Submitted by Jane Durkin on Tue, 10/06/2025 - 17:35
University of Cambridge Library and Archives staff have brought to light a handwritten and illustrated thesis by the famous Bloomsbury artist Roger Fry in the Department of Plant Sciences archives.
Roger Fry graduated from King’s College Cambridge with a degree in Natural Sciences in 1888 before travelling to Italy and France to study art and eventually going on to teach art history at the Slade School of Fine Art.
He joined the Bloomsbury Group, a circle of artists, writers and intellectuals originating in the Bloomsbury home of Virginia Woolf and her sister Vanessa Bell, in 1910.
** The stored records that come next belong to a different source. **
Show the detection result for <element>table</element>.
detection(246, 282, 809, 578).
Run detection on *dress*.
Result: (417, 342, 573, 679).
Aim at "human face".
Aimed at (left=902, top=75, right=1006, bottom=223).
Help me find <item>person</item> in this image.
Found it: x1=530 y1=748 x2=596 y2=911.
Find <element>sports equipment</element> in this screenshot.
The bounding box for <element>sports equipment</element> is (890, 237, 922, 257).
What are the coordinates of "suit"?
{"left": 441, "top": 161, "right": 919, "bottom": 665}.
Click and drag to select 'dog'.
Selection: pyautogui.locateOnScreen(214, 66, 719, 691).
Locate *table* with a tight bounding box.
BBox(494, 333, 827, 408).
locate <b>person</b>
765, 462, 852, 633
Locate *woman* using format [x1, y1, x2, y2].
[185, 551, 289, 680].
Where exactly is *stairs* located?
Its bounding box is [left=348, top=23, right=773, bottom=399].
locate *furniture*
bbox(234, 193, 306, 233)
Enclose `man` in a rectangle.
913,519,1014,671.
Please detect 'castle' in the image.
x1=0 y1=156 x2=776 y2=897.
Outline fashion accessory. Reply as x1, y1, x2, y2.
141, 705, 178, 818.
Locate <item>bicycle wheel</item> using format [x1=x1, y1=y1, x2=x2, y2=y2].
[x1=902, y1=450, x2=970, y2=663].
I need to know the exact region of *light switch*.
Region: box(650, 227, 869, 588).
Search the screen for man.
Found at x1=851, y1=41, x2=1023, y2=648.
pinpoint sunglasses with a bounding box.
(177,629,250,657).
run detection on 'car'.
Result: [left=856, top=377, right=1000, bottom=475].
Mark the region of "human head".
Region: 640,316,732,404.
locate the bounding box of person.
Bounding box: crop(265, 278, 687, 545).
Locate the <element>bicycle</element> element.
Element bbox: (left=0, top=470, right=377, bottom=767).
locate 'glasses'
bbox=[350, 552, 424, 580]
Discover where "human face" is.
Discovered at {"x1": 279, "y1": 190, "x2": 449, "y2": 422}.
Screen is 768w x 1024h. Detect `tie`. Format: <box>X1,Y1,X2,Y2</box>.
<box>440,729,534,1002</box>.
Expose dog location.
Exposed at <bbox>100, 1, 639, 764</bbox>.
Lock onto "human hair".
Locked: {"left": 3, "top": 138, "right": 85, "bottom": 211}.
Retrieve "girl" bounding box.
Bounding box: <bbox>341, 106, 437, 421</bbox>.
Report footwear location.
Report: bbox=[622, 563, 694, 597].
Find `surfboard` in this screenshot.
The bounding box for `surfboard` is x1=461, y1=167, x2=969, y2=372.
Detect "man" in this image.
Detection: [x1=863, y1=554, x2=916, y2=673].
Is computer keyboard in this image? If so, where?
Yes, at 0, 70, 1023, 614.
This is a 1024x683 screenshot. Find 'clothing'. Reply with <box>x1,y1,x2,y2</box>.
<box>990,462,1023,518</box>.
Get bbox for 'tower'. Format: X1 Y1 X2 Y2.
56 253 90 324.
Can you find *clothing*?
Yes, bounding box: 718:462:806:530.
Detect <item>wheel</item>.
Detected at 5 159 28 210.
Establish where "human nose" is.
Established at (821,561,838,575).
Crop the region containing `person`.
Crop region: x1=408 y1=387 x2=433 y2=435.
He used the dissertation on 'The hair structures of the bladders of Utricularia vulgaris' to apply - unsuccessfully - for a Fellowship at King’s College in the 1890s.
The manuscript has detailed descriptions and illustrations of the bladderworts, in a study designed to respond to Charles Darwin’s ‘Insectivorous Plants’ (1875), which Fry states was “not altogether correct”.
Liz Smith, Digital Curator for 19th Century Science Collections at the University Library, came across the dissertation whilst surveying the archival documents held in the Plant Sciences Library.
“We know from the accompanying letters and provenance information that the thesis was donated to what was then the Botany School in 1942 by F.E. Lloyd, Professor at McGill University. He had discovered the manuscript in a second-hand bookshop in Cambridge in the 1930s,” said Department of Plant Sciences Librarian, Frances Marsh.
“With the increased attention to natural history humanities, it’s exciting to see the wide range of Cambridge alumni who engaged with botany. It was amazing to realise that the R. Fry who created such a beautifully illustrated dissertation on Utricularia was the same person as the Bloomsbury Group artist,” said Liz Smith.
The document is now rehoused at the King’s College Archives, who are the primary repository of Roger Fry’s archives.
“At King’s, this exciting document will be made more accessible to historians of art, history of science researchers and Bloomsbury scholars. Most of their manuscripts relate to his life as an artist so these papers offer a new perspective on Fry’s earlier scientific training,” Frances Marsh said.
The thesis is catalogued and can be viewed along with other archive material by appointment at the reading room at the King’s College Archive Centre.
View King’s College Archive online exhibition: Roger Eliot Fry (1866-1934)
Image: Illustrations of bladderworts from Roger Fry’s thesis on 'The hair structures of the bladders of Utricularia vulgaris'. Photo credit: University of Cambridge.